Where does acting give way to being? The real task before
Christians -- really before all God's people -- is not to
behave like God (although that is a pretty good place to
start the process) but rather to become like God. The task
is to discover and develop the spirit of truth, the spirit
of love, the spirit of creativity that lives inside us until
"good behavior" no longer is changing who we are, but rather
flows from who we are.
That's pretty abstract. But I have
seen it happen in real life. In my first parish -- in
Virginia -- I knew a woman who was almost too good to be
true. She was one of those people you meet sometimes who are
practically indispensable to their community, their church,
to the people in their life, and even to many people who
weren't really in her life in any significant way. Plus, she
was funny and interesting and more on top of that. You just
couldn't get enough of her. You know the kind of person I
mean. We have some of them here, too.
She wasn't always that way, though.
A long time before I knew her, she had had a son, just the
one child. And he was killed in Vietnam. She would tell you
-- if you asked -- about how she struggled for years and
years afterwards with anger and guilt and devastation. And
how she blamed God for not running her life the way she
wanted it. And then she'd feel bad about that, too. She kept
on showing up at church on Sundays because she always had.
But before too long that didn't feel good, either, and she
found more and more reasons to skip church. But, being
basically a responsible person, when she was gone more than
she was there she went over to see the rector -- fairly new
at the time -- to tell him she was resigning all the jobs
she'd taken on.
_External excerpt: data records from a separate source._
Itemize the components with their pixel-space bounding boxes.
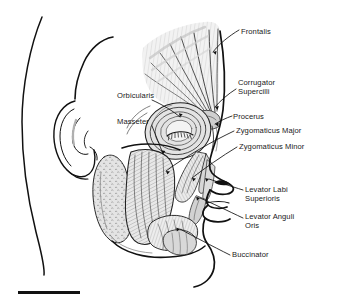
label-buccinator: Buccinator [232,250,269,259]
label-zygomaticus-minor: Zygomaticus Minor [239,142,304,151]
label-corrugator-supercilli: CorrugatorSupercilli [238,78,275,97]
label-levator-anguli-oris: Levator AnguliOris [245,212,294,231]
leader-levator-labi [209,179,243,190]
label-zygomaticus-major: Zygomaticus Major [236,126,301,135]
perioral-lower-muscles [163,230,196,255]
head-back-contour [22,17,44,275]
ear [54,101,97,179]
label-frontalis: Frontalis [241,27,271,36]
label-orbicularis: Orbicularis [117,91,154,100]
anatomy-illustration [0,0,338,307]
label-masseter: Masseter [117,117,149,126]
scalp-contour [75,37,113,99]
label-levator-labi-superioris: Levator LabiSuperioris [245,185,288,204]
scale-bar [18,291,80,294]
label-procerus: Procerus [233,112,264,121]
leader-levator-anguli [200,198,243,218]
facial-muscle-diagram: Frontalis CorrugatorSupercilli Procerus … [0,0,338,307]
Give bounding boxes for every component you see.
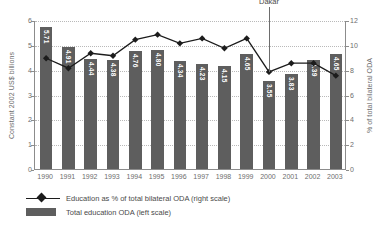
- legend-item-bar: Total education ODA (left scale): [26, 205, 230, 219]
- line-marker: [154, 31, 160, 37]
- x-tick-label: 2001: [279, 173, 301, 180]
- x-tick-label: 1990: [34, 173, 56, 180]
- y-tick-label-right: 4: [350, 116, 374, 123]
- x-tick-label: 1995: [145, 173, 167, 180]
- chart-figure: Constant 2002 US$ billions % of total bi…: [0, 0, 382, 236]
- line-marker: [288, 60, 294, 66]
- x-tick-label: 1999: [235, 173, 257, 180]
- y-tick-label-right: 6: [350, 92, 374, 99]
- y-tick-label-right: 8: [350, 67, 374, 74]
- y-tick-mark-right: [346, 170, 349, 171]
- line-marker: [43, 55, 49, 61]
- line-marker: [221, 45, 227, 51]
- legend-label-bar: Total education ODA (left scale): [66, 208, 171, 217]
- y-tick-label-left: 1: [8, 141, 32, 148]
- line-marker: [177, 40, 183, 46]
- y-tick-label-right: 10: [350, 42, 374, 49]
- y-tick-label-left: 3: [8, 92, 32, 99]
- line-marker: [199, 35, 205, 41]
- y-tick-label-left: 4: [8, 67, 32, 74]
- annotation-label-dakar: Dakar: [259, 0, 279, 6]
- y-tick-label-left: 0: [8, 166, 32, 173]
- annotation-line-dakar: [269, 7, 270, 72]
- x-tick-label: 1993: [101, 173, 123, 180]
- x-tick-label: 2002: [301, 173, 323, 180]
- x-tick-label: 2003: [324, 173, 346, 180]
- y-tick-label-right: 0: [350, 166, 374, 173]
- bar-swatch-icon: [26, 206, 60, 218]
- y-tick-label-left: 2: [8, 116, 32, 123]
- plot-area: 5.714.914.444.384.764.804.344.234.154.65…: [34, 21, 346, 170]
- x-tick-label: 1992: [79, 173, 101, 180]
- x-tick-label: 1998: [212, 173, 234, 180]
- y-tick-mark-left: [31, 170, 34, 171]
- line-marker: [333, 72, 339, 78]
- x-tick-label: 2000: [257, 173, 279, 180]
- y-tick-label-left: 5: [8, 42, 32, 49]
- legend-label-line: Education as % of total bilateral ODA (r…: [66, 194, 230, 203]
- x-tick-label: 1996: [168, 173, 190, 180]
- x-tick-label: 1991: [56, 173, 78, 180]
- x-tick-label: 1994: [123, 173, 145, 180]
- y-tick-label-right: 12: [350, 17, 374, 24]
- legend-item-line: Education as % of total bilateral ODA (r…: [26, 191, 230, 205]
- y-tick-label-right: 2: [350, 141, 374, 148]
- line-marker: [310, 60, 316, 66]
- line-marker-icon: [26, 192, 60, 204]
- x-tick-label: 1997: [190, 173, 212, 180]
- chart-legend: Education as % of total bilateral ODA (r…: [26, 191, 230, 219]
- y-tick-label-left: 6: [8, 17, 32, 24]
- line-series: [35, 21, 347, 170]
She would just hang it all up.
While they were talking, she
started pouring out her feelings. And the priest did what
I've since found myself doing. He didn't know what to say so
he mumbled something about how God loved her and would take
care of things. (This part is hard for me to picture. Alta
was a little woman. Plain-looking, quiet, smiley.) And while
he was rambling on, she just snapped. She reared up and
screamed at him until people came in from outside to see
what was happening. She screamed that he could keep God for
all she cared because she did not know God and did not love
God . . . not the way she had loved her boy.
Twenty years later she told me that
after her outburst, she thought about what she had said. And
realized that she had seen something entirely new to her.
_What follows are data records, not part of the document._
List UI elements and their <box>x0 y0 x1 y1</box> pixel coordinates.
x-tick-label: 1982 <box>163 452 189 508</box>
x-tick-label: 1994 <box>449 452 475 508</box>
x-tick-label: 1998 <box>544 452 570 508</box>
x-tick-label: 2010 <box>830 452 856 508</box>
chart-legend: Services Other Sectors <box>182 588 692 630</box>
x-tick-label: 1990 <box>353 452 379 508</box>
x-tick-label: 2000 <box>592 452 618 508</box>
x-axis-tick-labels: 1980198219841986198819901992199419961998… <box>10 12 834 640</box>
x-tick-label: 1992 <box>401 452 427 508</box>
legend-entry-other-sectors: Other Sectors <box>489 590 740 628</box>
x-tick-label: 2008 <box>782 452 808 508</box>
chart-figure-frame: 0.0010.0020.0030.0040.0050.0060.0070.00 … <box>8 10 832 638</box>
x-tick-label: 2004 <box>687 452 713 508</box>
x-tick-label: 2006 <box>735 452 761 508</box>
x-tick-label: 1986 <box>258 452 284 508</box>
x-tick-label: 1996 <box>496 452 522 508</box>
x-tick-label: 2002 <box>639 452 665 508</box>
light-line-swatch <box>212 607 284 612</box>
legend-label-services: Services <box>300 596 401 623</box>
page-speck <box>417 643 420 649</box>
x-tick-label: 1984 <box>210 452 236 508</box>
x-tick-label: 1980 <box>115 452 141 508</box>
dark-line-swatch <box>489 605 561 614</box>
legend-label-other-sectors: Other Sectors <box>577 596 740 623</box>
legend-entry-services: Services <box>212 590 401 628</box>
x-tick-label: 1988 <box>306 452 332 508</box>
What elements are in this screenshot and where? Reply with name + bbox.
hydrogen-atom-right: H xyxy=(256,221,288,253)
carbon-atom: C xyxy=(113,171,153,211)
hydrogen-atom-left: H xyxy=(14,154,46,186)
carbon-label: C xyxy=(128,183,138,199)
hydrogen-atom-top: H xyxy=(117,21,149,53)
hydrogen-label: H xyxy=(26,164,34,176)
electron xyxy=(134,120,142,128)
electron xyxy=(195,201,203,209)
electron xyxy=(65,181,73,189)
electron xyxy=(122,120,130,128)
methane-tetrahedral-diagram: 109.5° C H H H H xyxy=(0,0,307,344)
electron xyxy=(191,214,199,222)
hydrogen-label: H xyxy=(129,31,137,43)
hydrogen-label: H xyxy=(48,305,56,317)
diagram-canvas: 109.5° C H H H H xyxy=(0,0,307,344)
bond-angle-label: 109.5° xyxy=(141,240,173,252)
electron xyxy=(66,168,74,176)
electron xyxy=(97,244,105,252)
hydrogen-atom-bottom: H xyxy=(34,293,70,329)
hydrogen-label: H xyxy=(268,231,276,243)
For the first time, she said, she recognized God's face in
her love for her son.
She finally understood what the
phrase GOD IS LOVE means.
- Not God resembles love.
Not God reminds us of love.
But God IS love.
Something clicked for her. And for
the rest of her life she saw God in the love she had in her
heart and a whole new kind of living took root in her and
flowed out from her life-changing, startling revelation. Her
critical understanding of who she is and where God is found.
She became the real thing.
- God is not somewhere else where
we have to go.
God is not some special skill we have to acquire.
God is here and we know how to do God.
And we know that because we know love.
And God is love.
Very often people tell me they do
not believe in God. But I do think that all of them do
believe in love. What they don't believe in is something
other people are trying to tell them about God. I don't
think people can believe in things they don't know or
recognize. But I do think there is enough of God dwelling in
us, and enough of us dwelling in God, that recognition is
possible anytime.
The good news is that you can't
look for God wrong. You can't find God wrong. And you can't
love God wrong. Like the woman at the genius awards. You
might not think you belong at the party, but the host does.
God sees God in us. And with a command to make love our
basic enterprise, God calls us to act our way into a whole
new way of being. And when the scale finally tips, the
acting changes from the discipline of our lives into the
fruit of our lives. That's when we're abiding in God and he
in us.
-- Mark Lewis
Your comments or questions are welcome MLewis@secaucus.org.
Links to additional "Reflections on
Lessons" may be found at the bottom of the Sunday web page.